We don’t go to the movies to see former criminals go straight, so it comes as no surprise when all four family members are soon staring down the barrel of a gun.  (And poor Beckinsale takes a beating in this film, from pistols and fists to fenders and a cement mixer.)  Chris’s quiet life working in security quickly crumbles after his dipshit of a brother-in-law (Caleb Landry Jones) bungles a hand-off and ex-con Tim Brigg (Giovanni Ribisi) comes back to town, demanding his money or else.  Chris will have to carry off one last heist to repay Brigg and protect his family.  “Contraband” suffers from the same moral problem that beleaguered “Inception”: it’s hard to root for thieves, so the film struggles to keep Chris out of the cocaine and heroin trade he traverses, insisting instead that it’s those Andrew Jacksons on starch-free paper he’s really after.
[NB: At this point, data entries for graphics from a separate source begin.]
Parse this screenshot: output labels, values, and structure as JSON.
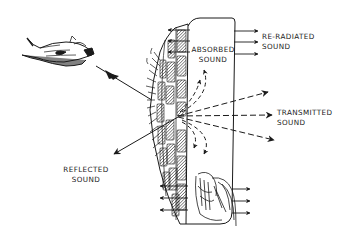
{
  "diagram": {
    "source": {
      "kind": "aircraft",
      "icon": "airplane-icon"
    },
    "labels": {
      "absorbed": [
        "ABSORBED",
        "SOUND"
      ],
      "reradiated": [
        "RE-RADIATED",
        "SOUND"
      ],
      "transmitted": [
        "TRANSMITTED",
        "SOUND"
      ],
      "reflected": [
        "REFLECTED",
        "SOUND"
      ]
    },
    "colors": {
      "ink": "#1a1a1a",
      "background": "#ffffff"
    },
    "components": [
      "incident-sound-ray",
      "brick-wall",
      "interior-room",
      "absorbed-sound-curves",
      "transmitted-rays",
      "reflected-ray",
      "reradiated-arrows-top",
      "reradiated-arrows-bottom",
      "bush-vegetation"
    ]
  }
}
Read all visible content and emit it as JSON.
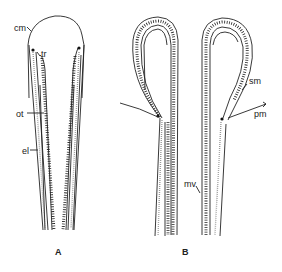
{
  "figure": {
    "panels": [
      {
        "id": "A",
        "label": "A",
        "annotations": [
          {
            "key": "cm",
            "text": "cm"
          },
          {
            "key": "tr",
            "text": "tr"
          },
          {
            "key": "ot",
            "text": "ot"
          },
          {
            "key": "el",
            "text": "el"
          }
        ]
      },
      {
        "id": "B",
        "label": "B",
        "annotations": [
          {
            "key": "sm",
            "text": "sm"
          },
          {
            "key": "pm",
            "text": "pm"
          },
          {
            "key": "mv",
            "text": "mv"
          }
        ]
      }
    ],
    "colors": {
      "line": "#222222",
      "stipple": "#777777",
      "background": "#ffffff"
    }
  }
}
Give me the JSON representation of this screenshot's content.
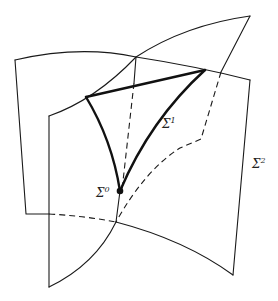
{
  "diagram": {
    "labels": {
      "sigma0": {
        "base": "Σ",
        "sup": "0"
      },
      "sigma1": {
        "base": "Σ",
        "sup": "1"
      },
      "sigma2": {
        "base": "Σ",
        "sup": "2"
      }
    },
    "colors": {
      "ink": "#1a1a1a",
      "background": "#ffffff"
    }
  }
}
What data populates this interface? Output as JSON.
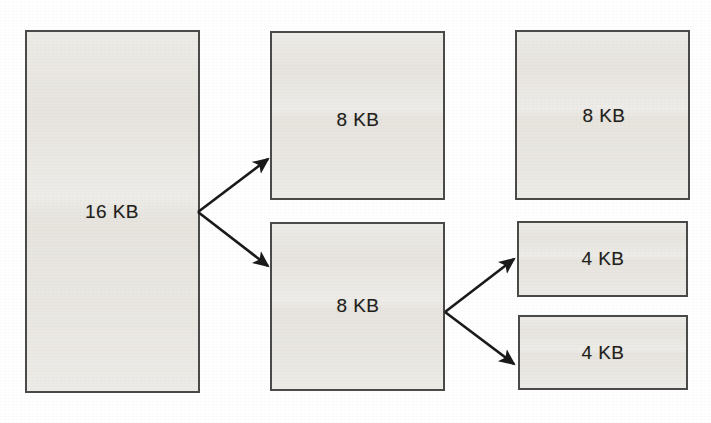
{
  "figure": {
    "name": "memory-block-splitting-diagram",
    "background_color": "#ffffff",
    "block_fill_color": "#e6e3dd",
    "block_border_color": "#4a4a48",
    "label_color": "#231f1c",
    "arrow_color": "#1a1a1a"
  },
  "blocks": [
    {
      "id": "block-16kb",
      "label": "16 KB",
      "x": 25,
      "y": 30,
      "w": 175,
      "h": 363,
      "label_x": 112,
      "label_y": 212
    },
    {
      "id": "block-8kb-top-middle",
      "label": "8 KB",
      "x": 270,
      "y": 31,
      "w": 175,
      "h": 169,
      "label_x": 358,
      "label_y": 120
    },
    {
      "id": "block-8kb-bottom-middle",
      "label": "8 KB",
      "x": 270,
      "y": 222,
      "w": 175,
      "h": 169,
      "label_x": 358,
      "label_y": 306
    },
    {
      "id": "block-8kb-right",
      "label": "8 KB",
      "x": 515,
      "y": 30,
      "w": 175,
      "h": 170,
      "label_x": 604,
      "label_y": 116
    },
    {
      "id": "block-4kb-upper-right",
      "label": "4 KB",
      "x": 517,
      "y": 221,
      "w": 171,
      "h": 76,
      "label_x": 603,
      "label_y": 259
    },
    {
      "id": "block-4kb-lower-right",
      "label": "4 KB",
      "x": 518,
      "y": 315,
      "w": 170,
      "h": 75,
      "label_x": 603,
      "label_y": 353
    }
  ],
  "arrows": [
    {
      "id": "arrow-16kb-to-8kb-top",
      "from_x": 198,
      "from_y": 212,
      "to_x": 268,
      "to_y": 159
    },
    {
      "id": "arrow-16kb-to-8kb-bottom",
      "from_x": 198,
      "from_y": 212,
      "to_x": 268,
      "to_y": 266
    },
    {
      "id": "arrow-8kb-to-4kb-upper",
      "from_x": 445,
      "from_y": 312,
      "to_x": 514,
      "to_y": 259
    },
    {
      "id": "arrow-8kb-to-4kb-lower",
      "from_x": 445,
      "from_y": 312,
      "to_x": 514,
      "to_y": 364
    }
  ]
}
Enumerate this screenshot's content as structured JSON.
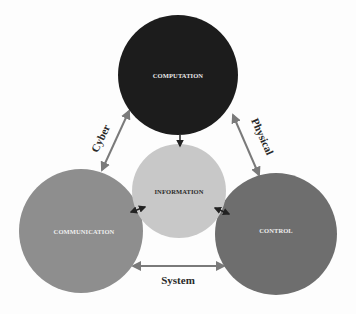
{
  "diagram": {
    "nodes": [
      {
        "id": "computation",
        "label": "COMPUTATION",
        "color": "#1c1c1c",
        "text_color": "#e8e8e8"
      },
      {
        "id": "communication",
        "label": "COMMUNICATION",
        "color": "#8e8e8e",
        "text_color": "#eeeeee"
      },
      {
        "id": "control",
        "label": "CONTROL",
        "color": "#6e6e6e",
        "text_color": "#eeeeee"
      },
      {
        "id": "information",
        "label": "INFORMATION",
        "color": "#c8c8c8",
        "text_color": "#2a2a2a"
      }
    ],
    "edges": [
      {
        "from": "computation",
        "to": "communication",
        "label": "Cyber",
        "bidirectional": true
      },
      {
        "from": "computation",
        "to": "control",
        "label": "Physical",
        "bidirectional": true
      },
      {
        "from": "communication",
        "to": "control",
        "label": "System",
        "bidirectional": true
      },
      {
        "from": "computation",
        "to": "information",
        "label": "",
        "bidirectional": false
      },
      {
        "from": "communication",
        "to": "information",
        "label": "",
        "bidirectional": true
      },
      {
        "from": "control",
        "to": "information",
        "label": "",
        "bidirectional": true
      }
    ]
  }
}
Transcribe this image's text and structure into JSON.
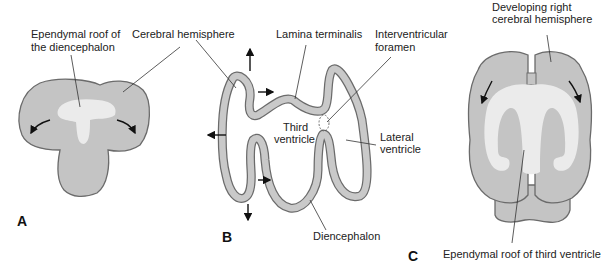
{
  "colors": {
    "tissue": "#c4c4c4",
    "outline": "#6b6b6b",
    "ependyma": "#ebebeb",
    "text": "#222222"
  },
  "panels": {
    "a": {
      "label": "A",
      "annotations": {
        "ependymal_roof_line1": "Ependymal roof of",
        "ependymal_roof_line2": "the diencephalon"
      }
    },
    "b": {
      "label": "B",
      "annotations": {
        "cerebral_hemisphere": "Cerebral hemisphere",
        "lamina_terminalis": "Lamina terminalis",
        "interventricular_line1": "Interventricular",
        "interventricular_line2": "foramen",
        "third_ventricle_line1": "Third",
        "third_ventricle_line2": "ventricle",
        "lateral_ventricle_line1": "Lateral",
        "lateral_ventricle_line2": "ventricle",
        "diencephalon": "Diencephalon"
      }
    },
    "c": {
      "label": "C",
      "annotations": {
        "developing_line1": "Developing right",
        "developing_line2": "cerebral hemisphere",
        "ependymal_roof_third": "Ependymal roof of third ventricle"
      }
    }
  }
}
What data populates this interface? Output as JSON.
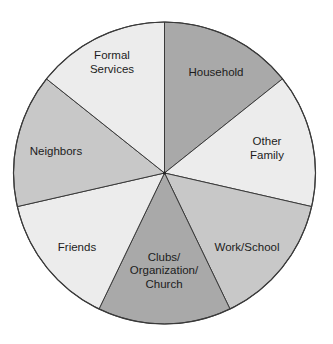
{
  "chart_data": {
    "type": "pie",
    "title": "",
    "start_angle_deg": 0,
    "direction": "clockwise",
    "categories": [
      "Household",
      "Other Family",
      "Work/School",
      "Clubs/ Organization/ Church",
      "Friends",
      "Neighbors",
      "Formal Services"
    ],
    "values": [
      14.3,
      14.3,
      14.3,
      14.3,
      14.3,
      14.3,
      14.3
    ],
    "colors": [
      "#a9a9a9",
      "#ececec",
      "#c8c8c8",
      "#a9a9a9",
      "#ececec",
      "#c8c8c8",
      "#ececec"
    ],
    "labels": [
      {
        "lines": [
          "Household"
        ],
        "x": 216,
        "y": 72
      },
      {
        "lines": [
          "Other",
          "Family"
        ],
        "x": 267,
        "y": 148
      },
      {
        "lines": [
          "Work/School"
        ],
        "x": 247,
        "y": 247
      },
      {
        "lines": [
          "Clubs/",
          "Organization/",
          "Church"
        ],
        "x": 164,
        "y": 270
      },
      {
        "lines": [
          "Friends"
        ],
        "x": 77,
        "y": 247
      },
      {
        "lines": [
          "Neighbors"
        ],
        "x": 56,
        "y": 151
      },
      {
        "lines": [
          "Formal",
          "Services"
        ],
        "x": 112,
        "y": 62
      }
    ],
    "legend": "none (labels inside slices)",
    "grid": false
  },
  "geometry": {
    "cx": 164.5,
    "cy": 173,
    "r": 151
  }
}
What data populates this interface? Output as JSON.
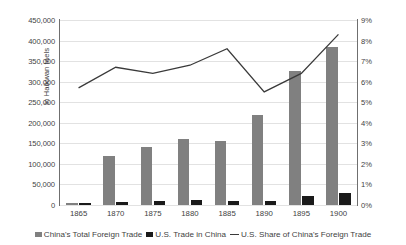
{
  "chart_data": {
    "type": "bar",
    "title": "",
    "subtitle": "",
    "xlabel": "",
    "ylabel": "In Haikwan taels",
    "y2label": "",
    "categories": [
      "1865",
      "1870",
      "1875",
      "1880",
      "1885",
      "1890",
      "1895",
      "1900"
    ],
    "ylim": [
      0,
      450000
    ],
    "y2lim": [
      0,
      0.09
    ],
    "yticks": [
      "0",
      "50,000",
      "100,000",
      "150,000",
      "200,000",
      "250,000",
      "300,000",
      "350,000",
      "400,000",
      "450,000"
    ],
    "ytick_values": [
      0,
      50000,
      100000,
      150000,
      200000,
      250000,
      300000,
      350000,
      400000,
      450000
    ],
    "y2ticks": [
      "0%",
      "1%",
      "2%",
      "3%",
      "4%",
      "5%",
      "6%",
      "7%",
      "8%",
      "9%"
    ],
    "y2tick_values": [
      0,
      1,
      2,
      3,
      4,
      5,
      6,
      7,
      8,
      9
    ],
    "grid": true,
    "legend_position": "bottom",
    "series": [
      {
        "name": "China's Total Foreign Trade",
        "type": "bar",
        "axis": "left",
        "color": "#808080",
        "values": [
          6000,
          120000,
          140000,
          160000,
          155000,
          218000,
          325000,
          385000
        ]
      },
      {
        "name": "U.S. Trade in China",
        "type": "bar",
        "axis": "left",
        "color": "#1a1a1a",
        "values": [
          4000,
          8000,
          9000,
          11000,
          9000,
          9000,
          21000,
          30000
        ]
      },
      {
        "name": "U.S. Share of China's Foreign Trade",
        "type": "line",
        "axis": "right",
        "color": "#3a3a3a",
        "values": [
          5.7,
          6.7,
          6.4,
          6.8,
          7.6,
          5.5,
          6.4,
          8.3
        ]
      }
    ]
  },
  "legend": {
    "items": [
      {
        "label": "China's Total Foreign Trade",
        "marker": "bar-gray-swatch"
      },
      {
        "label": "U.S. Trade in China",
        "marker": "bar-black-swatch"
      },
      {
        "label": "U.S. Share of China's Foreign Trade",
        "marker": "line-swatch"
      }
    ]
  },
  "colors": {
    "total_trade_bar": "#808080",
    "us_trade_bar": "#1a1a1a",
    "share_line": "#3a3a3a",
    "gridline": "#e2e2e2",
    "axis": "#6f6f6f",
    "text": "#3f3f3f",
    "background": "#ffffff"
  }
}
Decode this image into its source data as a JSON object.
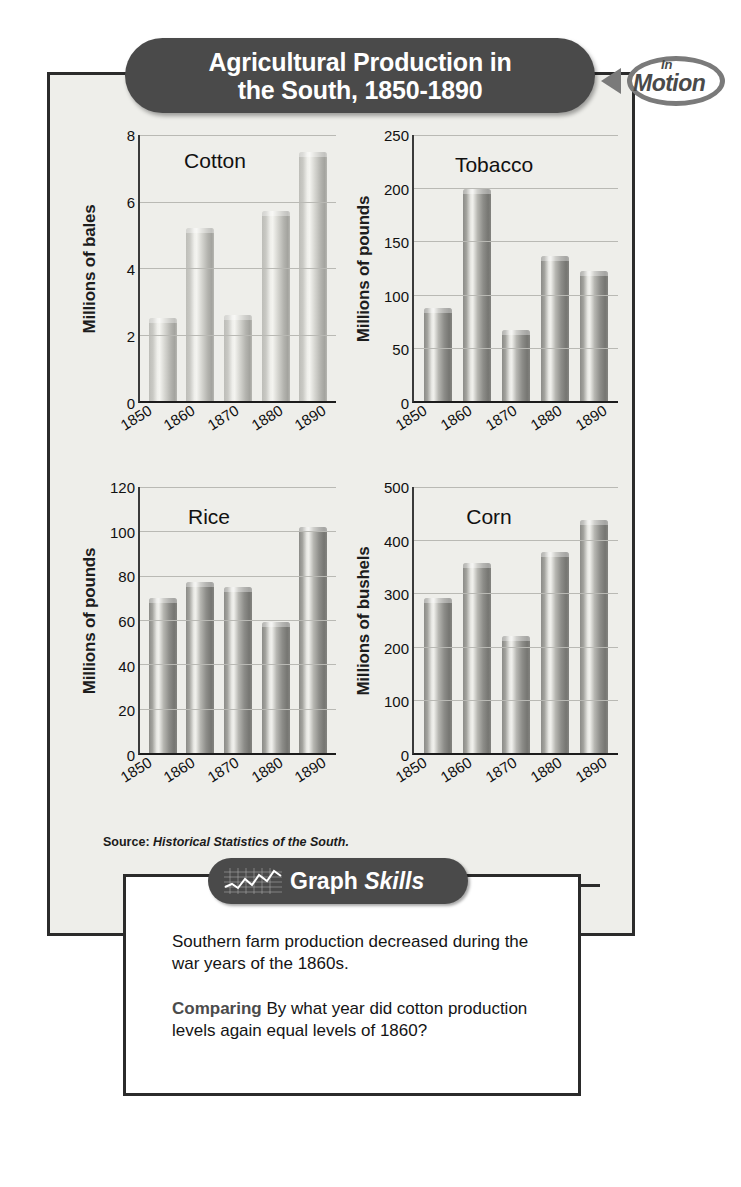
{
  "title": {
    "line1": "Agricultural Production in",
    "line2": "the South, 1850-1890",
    "full": "Agricultural Production in\nthe South, 1850-1890"
  },
  "badge": {
    "small_word": "In",
    "large_word": "Motion"
  },
  "source": {
    "label": "Source:",
    "citation": "Historical Statistics of the South."
  },
  "graph_skills": {
    "word1": "Graph",
    "word2": "Skills"
  },
  "question_box": {
    "paragraph": "Southern farm production decreased during the war years of the 1860s.",
    "prompt_label": "Comparing",
    "prompt_text": "By what year did cotton production levels again equal levels of 1860?"
  },
  "chart_data": [
    {
      "type": "bar",
      "title": "Cotton",
      "xlabel": "",
      "ylabel": "Millions of bales",
      "categories": [
        "1850",
        "1860",
        "1870",
        "1880",
        "1890"
      ],
      "values": [
        2.5,
        5.2,
        2.6,
        5.7,
        7.5
      ],
      "ylim": [
        0,
        8
      ],
      "yticks": [
        0,
        2,
        4,
        6,
        8
      ],
      "grid": true,
      "legend": "none",
      "bar_style": "light"
    },
    {
      "type": "bar",
      "title": "Tobacco",
      "xlabel": "",
      "ylabel": "Millions of pounds",
      "categories": [
        "1850",
        "1860",
        "1870",
        "1880",
        "1890"
      ],
      "values": [
        87,
        199,
        67,
        136,
        122
      ],
      "ylim": [
        0,
        250
      ],
      "yticks": [
        0,
        50,
        100,
        150,
        200,
        250
      ],
      "grid": true,
      "legend": "none",
      "bar_style": "dark"
    },
    {
      "type": "bar",
      "title": "Rice",
      "xlabel": "",
      "ylabel": "Millions of pounds",
      "categories": [
        "1850",
        "1860",
        "1870",
        "1880",
        "1890"
      ],
      "values": [
        70,
        77,
        75,
        59,
        102
      ],
      "ylim": [
        0,
        120
      ],
      "yticks": [
        0,
        20,
        40,
        60,
        80,
        100,
        120
      ],
      "grid": true,
      "legend": "none",
      "bar_style": "dark"
    },
    {
      "type": "bar",
      "title": "Corn",
      "xlabel": "",
      "ylabel": "Millions of bushels",
      "categories": [
        "1850",
        "1860",
        "1870",
        "1880",
        "1890"
      ],
      "values": [
        292,
        357,
        220,
        378,
        438
      ],
      "ylim": [
        0,
        500
      ],
      "yticks": [
        0,
        100,
        200,
        300,
        400,
        500
      ],
      "grid": true,
      "legend": "none",
      "bar_style": "dark"
    }
  ],
  "colors": {
    "pill": "#4a4a4a",
    "frame_border": "#2b2b2b",
    "panel_background": "#eeeeea",
    "gridline": "#b9b9b4",
    "text": "#141414"
  }
}
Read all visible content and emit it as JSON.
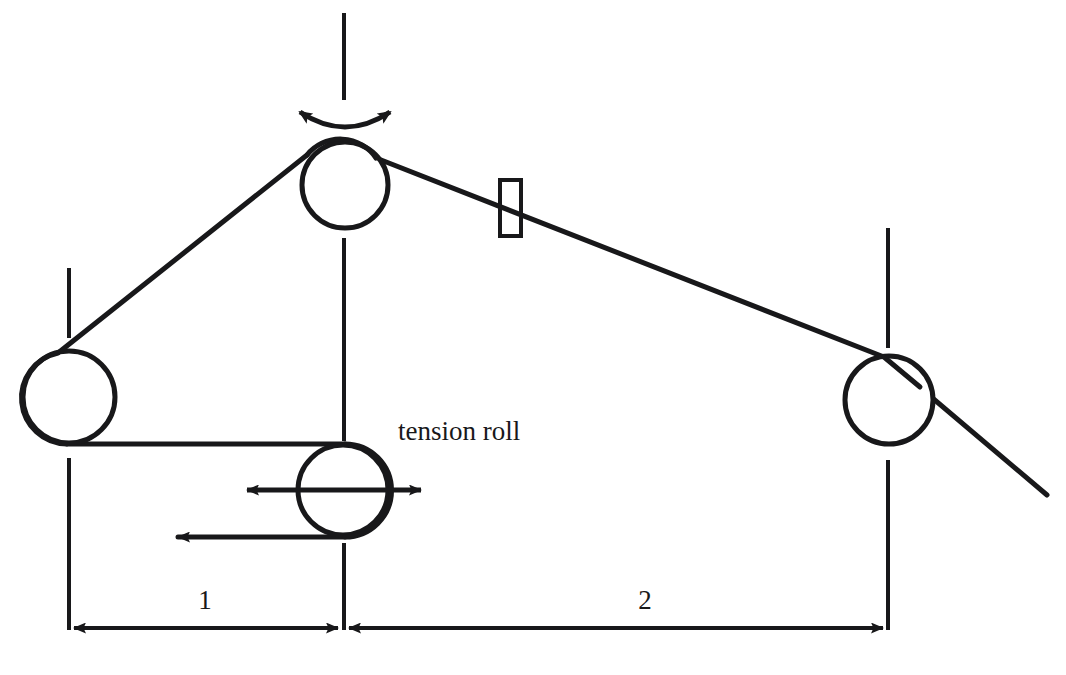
{
  "diagram": {
    "type": "web-handling-schematic",
    "stroke_color": "#18181a",
    "background_color": "#ffffff",
    "labels": {
      "tension_roll": "tension roll",
      "span_1": "1",
      "span_2": "2"
    },
    "rollers": [
      {
        "name": "left-roller",
        "cx": 69,
        "cy": 397,
        "r": 46,
        "centerline": true
      },
      {
        "name": "top-driven-roller",
        "cx": 345,
        "cy": 185,
        "r": 43,
        "centerline": true,
        "rotation_arrow": "bidirectional-curved"
      },
      {
        "name": "tension-roll",
        "cx": 343,
        "cy": 490,
        "r": 45,
        "centerline": true,
        "travel_arrow": "bidirectional-horizontal"
      },
      {
        "name": "right-roller",
        "cx": 889,
        "cy": 400,
        "r": 44,
        "centerline": true
      }
    ],
    "sensor": {
      "name": "web-sensor-gauge",
      "x": 500,
      "y": 180,
      "width": 21,
      "height": 56,
      "shape": "rectangle"
    },
    "dimensions": [
      {
        "name": "span-1",
        "label": "1",
        "from_x": 68,
        "to_x": 343,
        "y": 628,
        "label_x": 205,
        "label_y": 608
      },
      {
        "name": "span-2",
        "label": "2",
        "from_x": 343,
        "to_x": 888,
        "y": 628,
        "label_x": 645,
        "label_y": 608
      }
    ],
    "web_path": {
      "description": "Web travels from left roller up over top roller, down across sensor to right roller, then exits down-right; return pass runs from left roller bottom around tension roll and exits left",
      "exit_arrow_x": 172,
      "exit_arrow_y": 537
    }
  }
}
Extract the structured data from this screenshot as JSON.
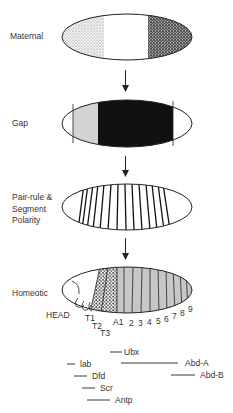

As one half of the film’s villainous pair of con-men, Ribisi (“Boiler Room,” “Lost in Translation”) can always be counted on for a performance freshly inspired and here he affects a voice that’s half helium and half hatred.  Before the two wage war against each other, Wahlberg visits his corner-bar and pleads for a reprieve: “Do you know how many passes I gave your brother?”  The reptilian Ribisi replies: “I hated my brother.”  Performances aside, the plot of “Contraband” is bafflingly improbable.  Once Chris sets sail to Panama City to carry out the heist, all kinds of unanswered questions are raised: are the transport-ships that travel the Panama Canal really this easy to hop aboard?  Who knew tanker ships carrying imports were as easy to penetrate as your local Denny’s?  Paintings by Jackson Pollock are so vulnerable to thieves that they can be rolled up like painter’s drop cloths?  Director Baltasar Kormakur, who starred and produced in the 2008 Icelandic original entitled “Reykjavik-Rotterdam,” has a problem with momentum as “Contraband” never leaves the port.

January is customarily the dumping ground for major studio release for two reasons: first, after the first of the year, ticket-buyers are looking at their Christmas credit card bills and cutting back and second, most are still trying to catch up with the Oscar-bound films from the previous fall.  “Contraband” is exactly the kind of film to release while no one’s really looking.  Fresh off the boat in Panama, Wahlberg utters the film’s most telling lines in this exchange with a  Panamanian druglord alarmed that Chris isn’t happy with the product: “No bueno?”

“No,” says Wahlberg, “No fucking bueno.”